Book Excerpt: Creating Space by Lisa Sewell
“Yoga, the walks, and the writing became a daily exercise in paying attention—to the world, to the bodies in the world around me and to my own body…” Read the Excerpt Poem of the Month for July 2025 by Lisa Sewell along with words from the poet.
“My poetry tries to examine … the difference between the lives we live inside ourselves and the lives we expose to other people.” Read five poems by William Doreski along with a few words from the poet.
July ’25: Poetry Readers Wanted
Read a note from editor Aiden Hunt about PCR’s Summer poetry and new poetry reader opportunities brought by our growing original poetry submissions.
Four Poems by allison whittenberg
“I grew up as a film buff and I loved reading Hollywood Babylon. Over the years, I have learned to separate the truth from the myths.” Read four poems by allison whittenberg along with a few words from the poet.
Chapbook Poem: August Peaches by Winshen Liu
“I wanted to sit with a particular end-of-summer indulgence, where a host has saved specialty foods to welcome visiting friends and family–fancy chocolate, favorite sodas, a certain snack.” Read a poem from Winshen Liu’s chapbook Paper Money along with words from the poet.
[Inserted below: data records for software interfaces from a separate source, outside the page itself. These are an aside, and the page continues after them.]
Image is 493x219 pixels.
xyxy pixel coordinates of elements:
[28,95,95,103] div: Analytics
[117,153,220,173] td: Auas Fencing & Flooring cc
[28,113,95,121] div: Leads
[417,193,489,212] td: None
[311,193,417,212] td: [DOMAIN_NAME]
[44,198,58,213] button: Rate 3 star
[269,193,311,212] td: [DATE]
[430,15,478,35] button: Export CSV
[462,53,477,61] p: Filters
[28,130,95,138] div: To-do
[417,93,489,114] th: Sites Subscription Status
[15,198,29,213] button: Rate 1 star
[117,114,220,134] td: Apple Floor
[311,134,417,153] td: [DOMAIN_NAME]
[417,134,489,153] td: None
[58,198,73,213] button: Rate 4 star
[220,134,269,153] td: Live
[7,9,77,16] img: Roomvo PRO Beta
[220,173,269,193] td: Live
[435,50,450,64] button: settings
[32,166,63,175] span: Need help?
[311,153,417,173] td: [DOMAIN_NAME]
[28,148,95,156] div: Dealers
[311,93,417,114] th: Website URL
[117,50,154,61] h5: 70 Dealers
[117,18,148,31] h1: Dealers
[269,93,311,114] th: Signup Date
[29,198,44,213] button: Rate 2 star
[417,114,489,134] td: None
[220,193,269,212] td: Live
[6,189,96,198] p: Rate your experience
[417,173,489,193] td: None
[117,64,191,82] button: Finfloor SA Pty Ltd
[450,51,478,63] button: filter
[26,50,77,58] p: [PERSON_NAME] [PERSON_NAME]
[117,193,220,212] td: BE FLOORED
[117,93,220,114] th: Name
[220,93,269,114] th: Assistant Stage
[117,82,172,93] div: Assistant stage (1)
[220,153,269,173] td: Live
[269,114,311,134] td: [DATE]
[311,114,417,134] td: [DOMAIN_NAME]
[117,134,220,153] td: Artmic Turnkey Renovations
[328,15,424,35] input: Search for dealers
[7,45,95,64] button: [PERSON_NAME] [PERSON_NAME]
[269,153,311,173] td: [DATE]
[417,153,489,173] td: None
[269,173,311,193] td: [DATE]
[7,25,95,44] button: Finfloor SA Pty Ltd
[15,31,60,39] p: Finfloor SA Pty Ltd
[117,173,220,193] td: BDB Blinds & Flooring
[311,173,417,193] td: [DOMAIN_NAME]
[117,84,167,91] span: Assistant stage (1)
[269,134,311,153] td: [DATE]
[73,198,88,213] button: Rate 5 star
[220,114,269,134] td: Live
Book Excerpt: Cheesecake Factory by Max McDonough
“This poem lives in the weirdness of the suburban mall spaces a lot of us grew up visiting (or loitering in!), places that feel like they could be anywhere and nowhere at once.” Read a poem from Max McDonough’s chapbook along with words from the poet.
Three Poems by Alexandra Meyer
“Love had made me stronger in a lot of ways, but also showed me the weakest parts of myself that were left crystallized for him to see. This was much like wood morphing into rock during the petrification process.” Read three poems by Alexandra Meyer along with words from the poet.
Three Poems by Kristiane Weeks-Rogers
“Anchored by sensory detail, the poem journeys between childhood safety and adult experience in a canyon town shaped by rivers and monsoons. … This poem is a meditation on time, tastes, and tenderness of memory.” Read three poems by Kristiane Weeks-Rogers along with words from the poet.
Chapbook Poem: The Seventh Age of Shakespeare’s Father by Scott LaMascus
“This poem hit me hard last winter, sitting a moment near my late father, as our family was trying to absorb the meaning of his ALS diagnosis … I wondered, if ‘all the world’s a stage,’ what role had I just been assigned?” Read the featured Chapbook Poem of the Month for September 2025 along with words from the poet.
Book Excerpt: Landscape with footprints in ash by Selma Asotić
“When I want to sound smart, I say things like: a poet is one who leaves. When I accept that I’m not very smart, mostly just perplexed and a little scared, I write poems about ghosts and circle farms.” Read a poem from Asotić’s new book, Say Fire, along with words from the poet.
“All of my encounters with the U.S. healthcare system follow the protocols of the ridiculous. This poem, couched in the conventions of the contemporary sonnet, explores my latest, decisive encounter with a doctor’s office.” Read three poems by Robin Arble along with words from the poet.
September ’25: Best of the Net Nominations
Editor Aiden Hunt announces Philly Chapbook Review’s Best of the Net 2026 anthology nominations in this editor’s note and provides links to the nominated poems.
Verses of Mourning: in the aftermath by Jessica Nirvana Ram
“[Ram] presents a revealing and heartbreaking collection that asks the reader to think about what they remember the most about those they have lost.” Read Alex Carrigan’s full review.
“This poem reckons with our capitalist, product-driven society to ask people why disabled stories are only relevant if they portray the ‘other’ overcoming trauma to become abled people’s inspiration porn.” Read three poems by Makena Metz along with words from the poet.